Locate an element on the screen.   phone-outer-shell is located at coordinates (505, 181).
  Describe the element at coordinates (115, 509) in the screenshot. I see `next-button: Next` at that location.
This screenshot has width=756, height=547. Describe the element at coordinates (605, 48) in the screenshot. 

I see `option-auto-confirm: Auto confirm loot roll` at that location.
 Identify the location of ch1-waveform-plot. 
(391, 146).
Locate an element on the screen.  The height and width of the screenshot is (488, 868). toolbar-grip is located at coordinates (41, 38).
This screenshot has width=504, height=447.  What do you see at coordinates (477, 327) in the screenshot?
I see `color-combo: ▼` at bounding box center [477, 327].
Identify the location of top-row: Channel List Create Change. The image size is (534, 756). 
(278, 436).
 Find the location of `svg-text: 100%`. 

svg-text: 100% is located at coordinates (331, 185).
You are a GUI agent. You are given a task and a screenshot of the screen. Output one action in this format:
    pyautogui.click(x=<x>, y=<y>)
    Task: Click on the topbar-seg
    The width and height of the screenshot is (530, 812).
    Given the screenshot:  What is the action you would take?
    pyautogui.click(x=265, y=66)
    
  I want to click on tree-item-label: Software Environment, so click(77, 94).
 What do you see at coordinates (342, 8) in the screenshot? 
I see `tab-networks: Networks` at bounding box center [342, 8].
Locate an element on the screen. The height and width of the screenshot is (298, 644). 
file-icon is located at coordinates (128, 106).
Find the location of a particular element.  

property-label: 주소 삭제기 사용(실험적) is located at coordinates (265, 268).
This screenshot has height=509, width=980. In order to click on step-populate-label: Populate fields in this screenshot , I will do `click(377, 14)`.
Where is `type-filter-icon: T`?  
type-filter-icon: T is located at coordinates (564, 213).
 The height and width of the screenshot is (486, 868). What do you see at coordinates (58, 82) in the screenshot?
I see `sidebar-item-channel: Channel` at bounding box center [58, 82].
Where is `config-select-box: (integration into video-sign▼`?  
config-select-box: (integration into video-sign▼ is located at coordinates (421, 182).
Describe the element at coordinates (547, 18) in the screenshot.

> WORK REQUEST
Could you transcribe the entries above word for word, from the line with "Identify the location of top-row: Channel" down to the line with "The width and", keeping both?

> TASK ANSWER
Identify the location of top-row: Channel List Create Change. The image size is (534, 756). 
(278, 436).
 Find the location of `svg-text: 100%`. 

svg-text: 100% is located at coordinates (331, 185).
You are a GUI agent. You are given a task and a screenshot of the screen. Output one action in this format:
    pyautogui.click(x=<x>, y=<y>)
    Task: Click on the topbar-seg
    The width and height of the screenshot is (530, 812).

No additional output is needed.